My Home Face


I’ve been thinking quite a bit about a conversation I had over Christmas. Some friends and I were discussing behavior and habits and why we often react to certain situations in certain ways. A guy in the group was explaining that he had issues with a particular family member. When pressed on the nature of his problem and why he couldn’t treat this family member with respect, he said, “But you don’t see the ‘home face’ that I see at home when no one else is there”. That sort of hit me as an interesting way to explain his problem. He was pointing a finger towards this person’s faults, yet he was also pointing out that people are not always whom they seem to be to the outside world.

Since that day, I’ve been spinning that phrase around in my head and wondering just what sort of ‘home face’ I have and what the family members in my household would say about my countenance and presence when I’m at home. I think every spiritual leader of a household needs to reflect on and recognize with humility the influence they have over the home, not only through their own actions, but also through their countenance, presence, attitude and demeanor. The effects of this are far reaching, as you might imagine. How is my ‘home face’ when I arise in the morning? Is it set on Christ or on the pains of the day? Does my family see my face in the morning? As I come home into my house after a day’s work where God has provided, do I see it that way and does my face look that way? Or rather, is my face and spirit downcast because of my perceived misery in my cushy job?

How is my face to the outside world? Meeting and greeting friends, entertaining, working, going to church, what do those people see? Do they see a whitewashed tomb? Something that is white and clean and perfect on the outside and yet dead and decaying on the inside? When I come home and things have been “rough” at work (I seriously doubt sometimes that the majority of us here in America know what ‘rough’ really means) do my children see a man with a face defeated or a face of a man whose hope is in Christ Jesus who died to satisfy God’s wrath set aside for my sin?
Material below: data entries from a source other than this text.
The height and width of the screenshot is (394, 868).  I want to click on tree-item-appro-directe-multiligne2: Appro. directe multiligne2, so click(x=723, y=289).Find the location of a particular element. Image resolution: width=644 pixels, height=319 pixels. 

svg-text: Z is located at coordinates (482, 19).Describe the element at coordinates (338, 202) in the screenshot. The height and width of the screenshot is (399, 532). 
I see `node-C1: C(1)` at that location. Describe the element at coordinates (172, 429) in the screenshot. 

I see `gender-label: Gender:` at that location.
I’m ashamed that there are far too few times I am that last man described. But sometimes I am worse, because the initial greeting is joyful and jovial, but moments go by and sometimes things darken as I think about the things ahead and they overwhelm my thoughts or take me down because I have taken my eyes off my Savior and put them on things of less value or less importance and essentially made them into something to fear or worry about.
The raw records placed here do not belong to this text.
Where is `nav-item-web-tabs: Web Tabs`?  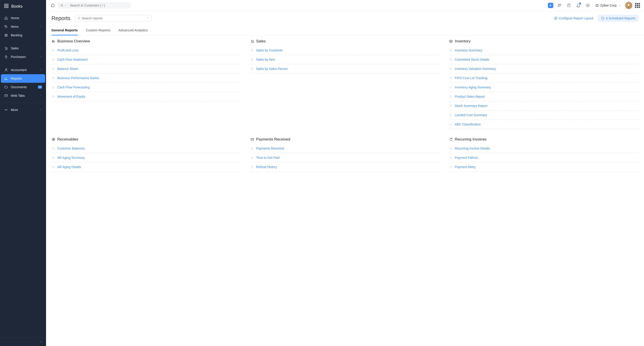
nav-item-web-tabs: Web Tabs is located at coordinates (23, 96). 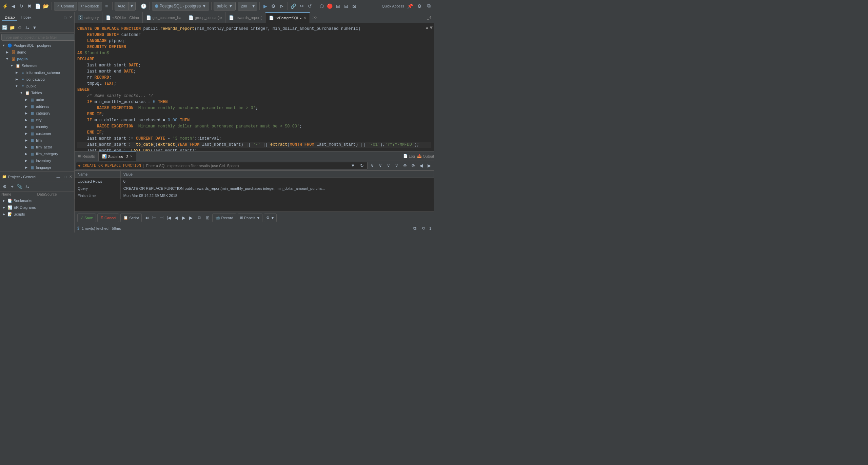 I want to click on tab-close-postgresql-active: ✕, so click(x=305, y=18).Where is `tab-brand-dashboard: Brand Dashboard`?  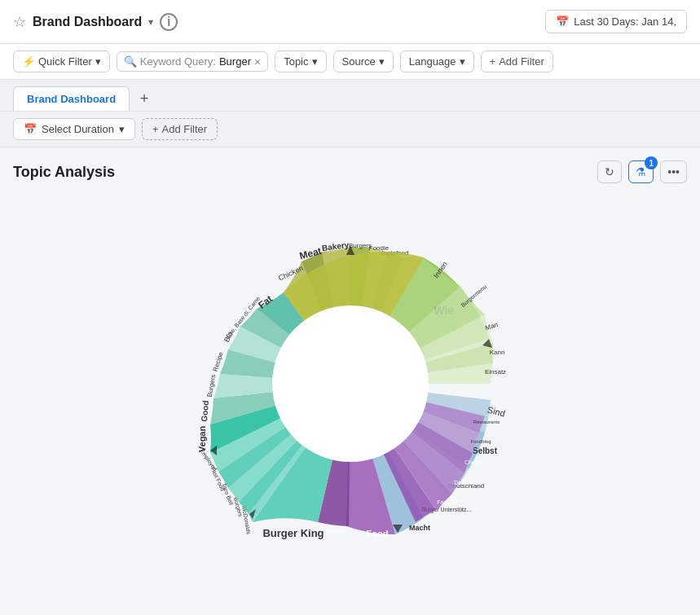 tab-brand-dashboard: Brand Dashboard is located at coordinates (72, 99).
As parents, we are always teaching, intentionally or unintentionally. Our children are always watching us, looking to us, reflecting us. You hear it in their speech, in their play, in their joy, in their anger. Throughout the Bible we are called to teach and bring up our children and to impart to them the things of God. We see this in Deuteronomy 6, Psalm 78, and in Jesus as He warns against anyone hindering a child in coming to Him. We are called to teach them to put their hope in Him and His work and His salvation. And yet, if that is not where OUR hope is, they will see right through it. Then unknowingly they will be tempted to follow that which they see and not that which we meant for them to learn from our active teachings. We tend to think about the ways that we are actively teaching our children, whether it be Bible knowledge, Godly character, Bible memorization, prayer, praise, or worship. But we fail to see that we are always teaching because they are always watching. It is not we who will save our children, for only God can do that, but we are a vessel of Grace that the Lord uses to teach and bring our children to Himself. This is an incredible miracle; that He would welcome broken sinners into His work.
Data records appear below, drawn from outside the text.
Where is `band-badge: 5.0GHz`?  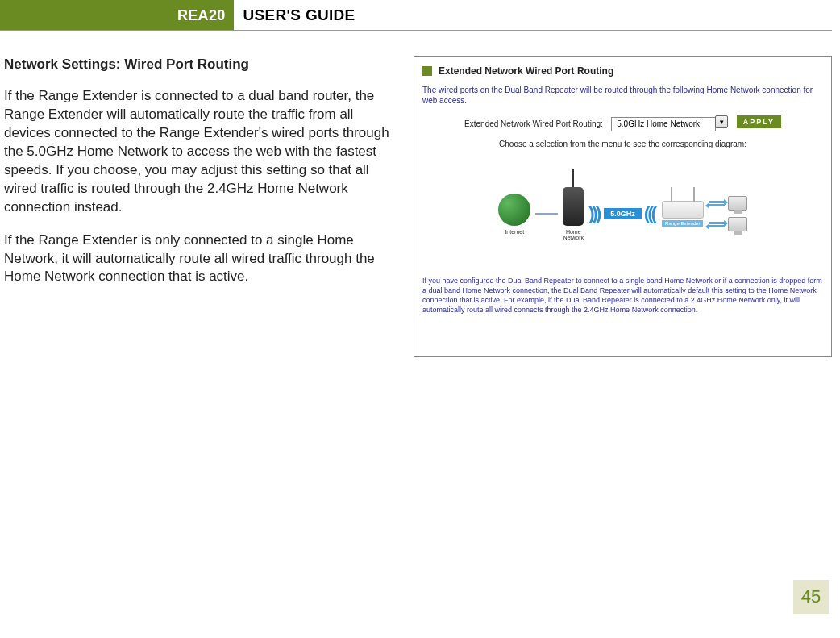 band-badge: 5.0GHz is located at coordinates (622, 214).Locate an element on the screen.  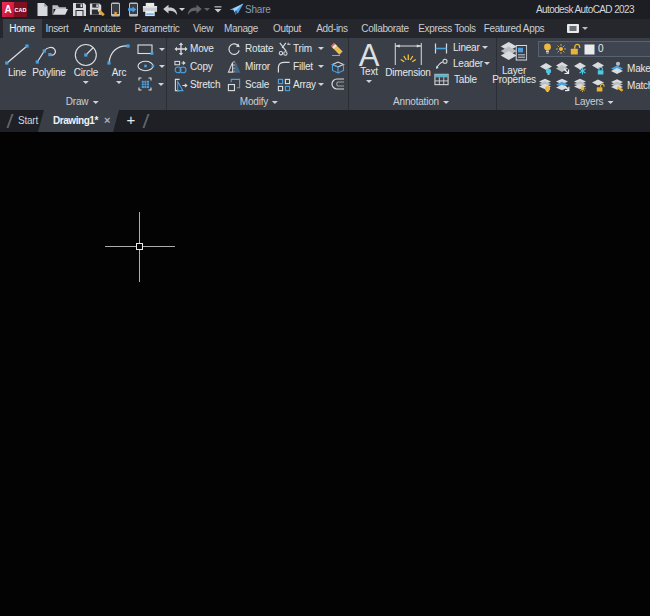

Another thought on the ‘home face’ we have in our households that only our families see: For those of us with spouses, how is our ‘home face’ to them? And for those of us with both spouses and children, think how much impact and influence we possess in our times at home. For our actions and countenance at home with our spouses and our children sends waves into the future. The way that I treat my wife at home is impacting how my daughters will view men that they might consider for a husband. Likewise, the way that I love and cherish my wife (or not) is shaping the way that my son will look at and treat women and it will impact how he acts in his marriage and how he treats his wife. And the way that I treat my daughter or son at home is shaping how they will then go forward into the future and treat their own children. Will our children repeat a cycle of parenting in relational sin or will they break a cycle of messed up parenting by God’s grace? We, as parent, are a piece of what God uses to impart that grace.
The greatest two commandments, we are told by Jesus in Matthew 22:37-39, is,

You shall love the Lord your God with all your heart and with all your soul and with all your mind. This is the great and first commandment. And a second is like it: You shall love your neighbor as yourself.”

I contend, here, that our closest neighbor would be our immediate family, and the first of those, our spouse, and then our children. They do not mysteriously sit outside this commandment as people we can mistreat or withhold grace from. We must actively love them as we would love ourselves. But without first truly loving God, fearing God, and hoping in God and the work that Christ accomplished on the Cross, we will have nothing but a downcast ‘home-face’ and a lack of hope with which to lead our family. We must constantly return, again and again, reminding ourselves that our hope is in Christ and His work and not ourselves and not in the things of this world. Then with that knowledge and our face turned towards heaven, we can share that same hope with our family. May God have mercy and grace on our homes and may He shine through our faces.